As most of you know, we have been exploring communion this past month, both in adult Sunday School and during our services. The Sunday that I knew that Germantown Mennonite was my church home, that my understanding of faith fit best in an Anabaptist setting, was a communion Sunday, February 3, 2008.  I grew up Lutheran, and in a Lutheran setting the ordained pastor must be the one who says the words of institution (you know, the In the night he was betrayed, our Lord Jesus took bread…bit). If the pastor is not able to be there, then a supply pastor is found—or there is no communion. Well, on that Sunday in 2008, Germantown’s pastor was not able to be there. Yet, we as a community still celebrated communion together. It was in that moment that I saw the power of the gathered community—that in this shared meal the most important thing was us, together, the body of Christ, called by Jesus to love God and love each other; that the “rules” about who is supposed to say the right words or do the right actions fell by the wayside because we had been called together to share in the bread and wine of communion.

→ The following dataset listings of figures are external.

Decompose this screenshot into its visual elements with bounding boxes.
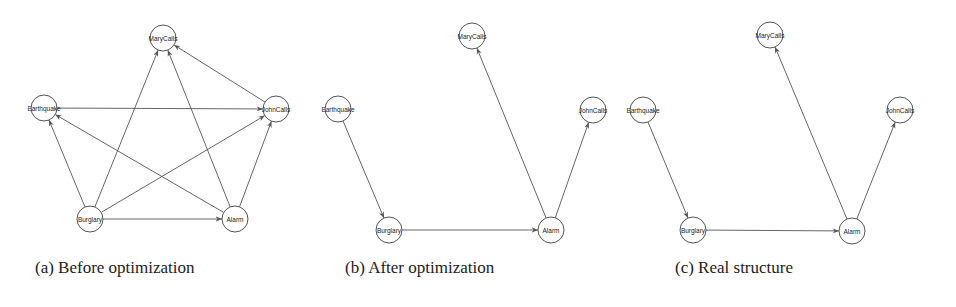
- node-marycalls: MaryCalls: [756, 22, 786, 48]
- node-label: Alarm: [543, 227, 560, 234]
- bayesian-network-figure: MaryCallsEarthquakeJohnCallsBurglaryAlar…: [0, 0, 956, 307]
- edge-alarm-to-johncalls: [555, 122, 588, 217]
- edge-burglary-to-earthquake: [49, 120, 85, 207]
- node-marycalls: MaryCalls: [149, 25, 179, 51]
- edge-earthquake-to-johncalls: [57, 108, 263, 109]
- edge-burglary-to-marycalls: [95, 50, 158, 207]
- panel-c-graph: MaryCallsEarthquakeJohnCallsBurglaryAlar…: [626, 22, 915, 244]
- caption-after-optimization: (b) After optimization: [345, 258, 494, 278]
- edge-alarm-to-marycalls: [168, 50, 230, 207]
- node-label: Earthquake: [27, 105, 61, 113]
- node-label: Burglary: [78, 216, 103, 224]
- node-earthquake: Earthquake: [626, 97, 660, 123]
- node-johncalls: JohnCalls: [886, 97, 915, 123]
- node-burglary: Burglary: [77, 206, 103, 232]
- edge-alarm-to-johncalls: [857, 122, 895, 219]
- node-burglary: Burglary: [680, 217, 706, 243]
- node-johncalls: JohnCalls: [579, 97, 608, 123]
- edge-burglary-to-alarm: [706, 230, 839, 231]
- node-label: JohnCalls: [886, 107, 915, 114]
- node-alarm: Alarm: [538, 217, 564, 243]
- node-label: MaryCalls: [149, 35, 179, 43]
- panel-b-graph: MaryCallsEarthquakeJohnCallsBurglaryAlar…: [321, 23, 608, 243]
- edge-alarm-to-marycalls: [775, 47, 847, 219]
- node-label: MaryCalls: [458, 33, 488, 41]
- edge-alarm-to-marycalls: [477, 48, 546, 218]
- node-label: JohnCalls: [262, 106, 291, 113]
- edge-earthquake-to-burglary: [343, 121, 384, 218]
- node-label: Earthquake: [626, 107, 660, 115]
- panel-a-graph: MaryCallsEarthquakeJohnCallsBurglaryAlar…: [27, 25, 291, 232]
- node-johncalls: JohnCalls: [262, 96, 291, 122]
- edge-earthquake-to-burglary: [648, 122, 688, 218]
- edge-alarm-to-johncalls: [240, 121, 272, 207]
- node-earthquake: Earthquake: [27, 95, 61, 121]
- node-label: MaryCalls: [756, 32, 786, 40]
- node-label: Alarm: [227, 216, 244, 223]
- node-alarm: Alarm: [839, 218, 865, 244]
- node-marycalls: MaryCalls: [458, 23, 488, 49]
- node-label: Burglary: [377, 227, 402, 235]
- caption-before-optimization: (a) Before optimization: [35, 258, 195, 278]
- node-label: Burglary: [681, 227, 706, 235]
- edge-alarm-to-earthquake: [55, 115, 224, 213]
- node-label: JohnCalls: [579, 107, 608, 114]
- node-label: Earthquake: [321, 106, 355, 114]
- node-earthquake: Earthquake: [321, 96, 355, 122]
- caption-real-structure: (c) Real structure: [675, 258, 793, 278]
- edge-johncalls-to-marycalls: [174, 45, 265, 102]
- node-alarm: Alarm: [222, 206, 248, 232]
- node-label: Alarm: [844, 228, 861, 235]
- node-burglary: Burglary: [376, 217, 402, 243]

Jesus’ reminder to the Pharisees was that their actions must always be in the context of the “greatest commandment”. It is a reminder for us as well—that it is in loving God and therefore loving our neighbor we are called into relationship with each other and our communities. That it is a reminder to stand up to tyranny, oppression, and practices that are destructive. That it is a reminder to give of our whole being to God and to each other.